Drug company Merck & Co accelerated development of its Vioxx pain reliever because it calculated it could lose more than US$600 million ($925.49 million) a year if it did not beat competitors to market, a court heard yesterday.
David Anstice, Merck's former president of human health, told jurors in the latest Vioxx liability trial that Merck was concerned profits would fall if it did not compete effectively with Pfizer's similar arthritis drug Celebrex.
"We were working very diligently and aggressively to get Vioxx to market as quickly as possible," Anstice said in state court in Atlantic City, New Jersey, under questioning from Mark Lanier, an attorney for a man who blames Vioxx for his 2003 heart attack.
In the second Vioxx case to be tried in New Jersey, two former long-term Vioxx users who claim the drug caused their heart attacks are suing Merck. The company is facing nearly 10,000 lawsuits related to the withdrawn pain drug.
Lanier, who last year won US$253 million for the widow of a Texas man who took Vioxx, accused Merck of cutting corners in the drug's development and seeking regulators' approval in half the normal time.
Lanier quoted a May 1999 memo from Merck's former top scientist Ed Scolnick saying that Merck would be a "completely different company" if it could not make Vioxx a commercial success. Merck needed Vioxx to replace the sales of six major drugs on which patents were set to expire, Lanier argued.
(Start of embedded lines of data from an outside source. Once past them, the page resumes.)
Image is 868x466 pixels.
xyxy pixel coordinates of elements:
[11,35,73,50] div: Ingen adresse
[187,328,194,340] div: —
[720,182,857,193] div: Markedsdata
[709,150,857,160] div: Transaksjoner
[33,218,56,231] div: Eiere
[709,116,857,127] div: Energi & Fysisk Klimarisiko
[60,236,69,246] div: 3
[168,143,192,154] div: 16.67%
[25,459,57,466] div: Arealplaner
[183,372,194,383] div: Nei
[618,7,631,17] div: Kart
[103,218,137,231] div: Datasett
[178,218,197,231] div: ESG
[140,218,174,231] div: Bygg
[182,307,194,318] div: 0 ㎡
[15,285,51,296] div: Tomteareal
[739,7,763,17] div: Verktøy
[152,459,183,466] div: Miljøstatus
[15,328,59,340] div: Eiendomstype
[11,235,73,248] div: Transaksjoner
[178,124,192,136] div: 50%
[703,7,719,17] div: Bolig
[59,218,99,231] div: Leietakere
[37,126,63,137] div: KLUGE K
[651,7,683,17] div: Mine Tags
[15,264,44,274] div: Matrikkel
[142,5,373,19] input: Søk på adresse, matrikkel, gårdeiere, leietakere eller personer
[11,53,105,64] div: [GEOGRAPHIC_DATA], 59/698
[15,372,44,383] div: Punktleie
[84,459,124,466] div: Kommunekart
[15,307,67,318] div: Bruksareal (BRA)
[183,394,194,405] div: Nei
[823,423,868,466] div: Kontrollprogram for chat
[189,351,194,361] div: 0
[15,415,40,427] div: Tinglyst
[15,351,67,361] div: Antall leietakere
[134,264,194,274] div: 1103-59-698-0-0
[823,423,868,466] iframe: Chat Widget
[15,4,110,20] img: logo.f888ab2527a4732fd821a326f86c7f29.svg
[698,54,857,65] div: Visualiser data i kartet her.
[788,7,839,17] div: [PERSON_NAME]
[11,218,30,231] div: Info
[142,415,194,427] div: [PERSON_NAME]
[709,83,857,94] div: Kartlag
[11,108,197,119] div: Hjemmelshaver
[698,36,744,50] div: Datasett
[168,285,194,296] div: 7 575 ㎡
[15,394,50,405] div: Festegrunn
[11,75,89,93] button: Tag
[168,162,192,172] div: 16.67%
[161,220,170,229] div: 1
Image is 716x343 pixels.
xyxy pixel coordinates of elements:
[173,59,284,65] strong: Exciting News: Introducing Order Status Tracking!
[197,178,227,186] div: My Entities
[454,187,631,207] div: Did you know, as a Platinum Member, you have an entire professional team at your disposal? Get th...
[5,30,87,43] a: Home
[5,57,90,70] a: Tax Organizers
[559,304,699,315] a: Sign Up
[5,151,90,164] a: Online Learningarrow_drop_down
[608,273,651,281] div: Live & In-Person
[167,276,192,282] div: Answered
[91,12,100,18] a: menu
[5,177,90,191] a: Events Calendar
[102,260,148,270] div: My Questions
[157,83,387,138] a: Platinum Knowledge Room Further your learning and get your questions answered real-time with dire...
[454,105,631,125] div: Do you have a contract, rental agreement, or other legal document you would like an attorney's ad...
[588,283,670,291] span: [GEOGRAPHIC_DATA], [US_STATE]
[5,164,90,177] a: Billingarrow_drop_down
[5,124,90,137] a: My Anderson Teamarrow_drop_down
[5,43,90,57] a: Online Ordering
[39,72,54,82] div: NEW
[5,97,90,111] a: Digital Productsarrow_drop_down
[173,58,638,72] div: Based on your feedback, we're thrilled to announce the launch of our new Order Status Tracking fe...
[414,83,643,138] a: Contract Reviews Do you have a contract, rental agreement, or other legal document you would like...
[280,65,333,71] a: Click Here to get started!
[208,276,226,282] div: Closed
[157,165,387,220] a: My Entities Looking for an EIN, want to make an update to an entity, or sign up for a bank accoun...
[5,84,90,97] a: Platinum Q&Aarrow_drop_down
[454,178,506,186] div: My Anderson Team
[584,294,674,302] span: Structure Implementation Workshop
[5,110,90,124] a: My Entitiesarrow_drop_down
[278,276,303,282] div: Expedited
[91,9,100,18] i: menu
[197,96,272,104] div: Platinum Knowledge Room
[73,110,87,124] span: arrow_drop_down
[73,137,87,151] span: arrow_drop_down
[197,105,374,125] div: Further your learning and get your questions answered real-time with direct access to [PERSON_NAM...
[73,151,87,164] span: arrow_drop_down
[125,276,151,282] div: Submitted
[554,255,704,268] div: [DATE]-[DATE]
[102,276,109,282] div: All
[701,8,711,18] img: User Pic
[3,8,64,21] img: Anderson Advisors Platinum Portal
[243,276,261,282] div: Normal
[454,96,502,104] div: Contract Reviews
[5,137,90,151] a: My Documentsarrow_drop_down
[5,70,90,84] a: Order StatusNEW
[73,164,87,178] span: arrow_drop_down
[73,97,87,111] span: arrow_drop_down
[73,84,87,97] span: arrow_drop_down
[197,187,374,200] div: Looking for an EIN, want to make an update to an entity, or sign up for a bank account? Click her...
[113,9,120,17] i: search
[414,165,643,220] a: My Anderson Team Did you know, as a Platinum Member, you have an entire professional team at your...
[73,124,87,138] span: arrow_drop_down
Merck officials calculated that Vioxx was worth US$889 million a year in sales if it reached the market first and only US$278 million if it followed Celebrex, the court heard.
Vioxx reached about US$2.5 billion in annual sales before Merck withdrew it in September 2004, after a study showed it doubled the risk of heart attack and stroke in patients who took it for at least 18 months.
Lanier accused Anstice and other Merck officials of "not telling the whole truth" about the heart risks of Vioxx because they needed to make it a commercial success.
The lawyer cited a letter from the US Food and Drug Administration attacking a May 2001 Merck press release which said Vioxx had a "favourable cardiovascular safety profile". The FDA called the claim "false and misleading". Merck negotiated with the FDA to ensure that warnings about cardiovascular risks were played down on the drug's labelling, Lanier told the court.